The harsh reality is that the Congress has only one Lok Sabha seat in UP’s Raebareli. Also, in the last elections, the Congress lost deposit on 12 of the 17 seats on which it has been given tickets now. Sources say Priyanka Vadra has been asking for and given all such data and she realised that being stubborn would hurt the Congress more than the SP.
Unlike SP, BSP and BJP, Congress no longer has any committed voter base in the state. Also, the exit of Jayant Chaudhary was seen as a setback and the Congress didn’t want to take any more chances.
To come to AAP and Congress, the win in the Supreme Court on the Chandigarh councillor polls left both the parties elated.
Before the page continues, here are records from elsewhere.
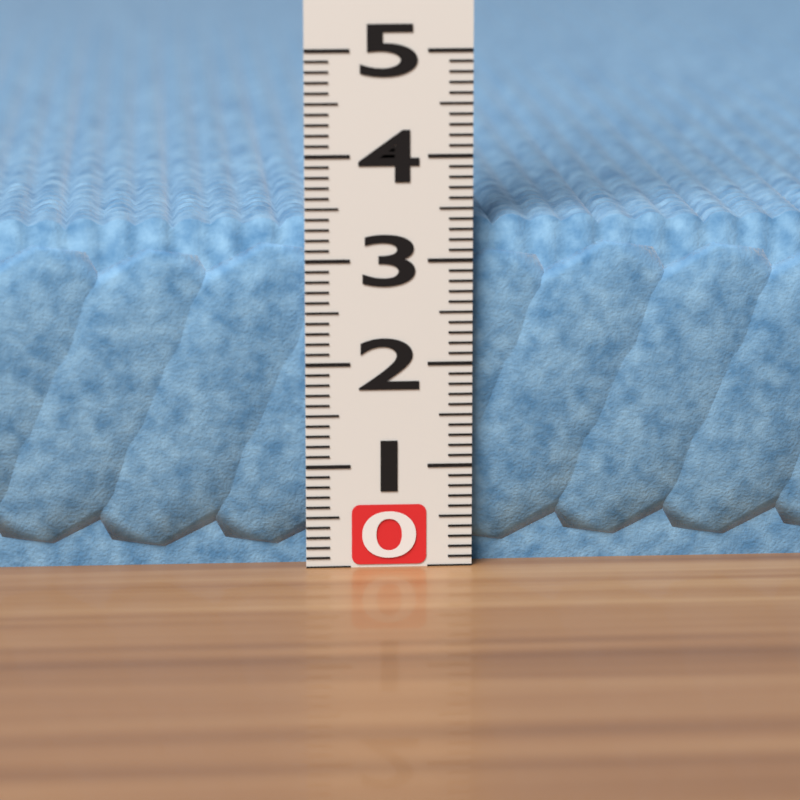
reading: 3.4 (no unit)
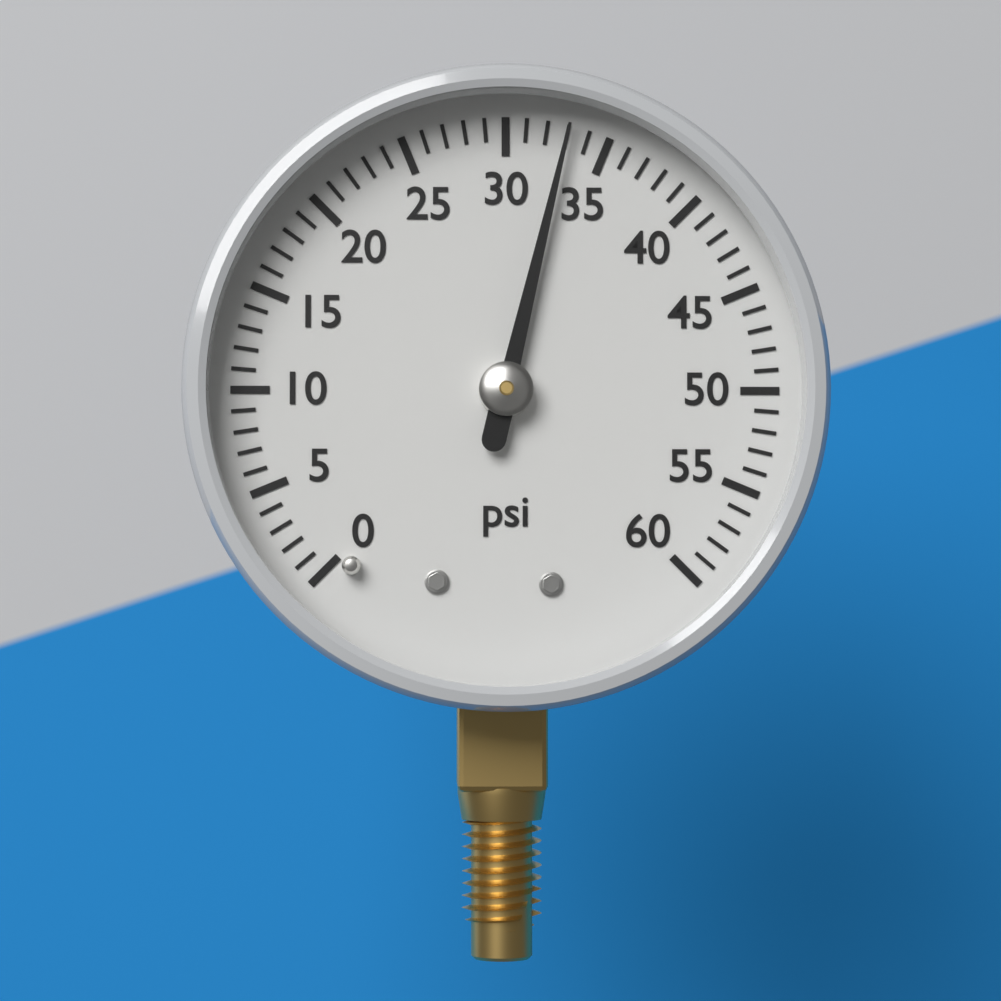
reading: 33 psi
Despite some naysayers in the Congress upset over seat sharing in Delhi and Punjab, the truce that Rahul Gandhi and Mallikarjun Kharge agreed to was that while Punjab would be off limit, in Delhi the Congress was keen to go ahead.
Congress initially asked for four seats but when Rahul Gandhi, Kharge and KC Venugopal intervened — sensing the fact that it hardly has any leaders who can contest — the party agreed to fight for less and agreed on three seats. While AAP was ready to give Chandni Chowk, East and Northeast, Congress wanted New Delhi too.
However, with exodus, slow momentum, and the fact that it has little base left in the North, the Congress has seen the writing on the wall and decided to settle for a compromise. Many would see this as a mighty climb down by the once Grand Old Party.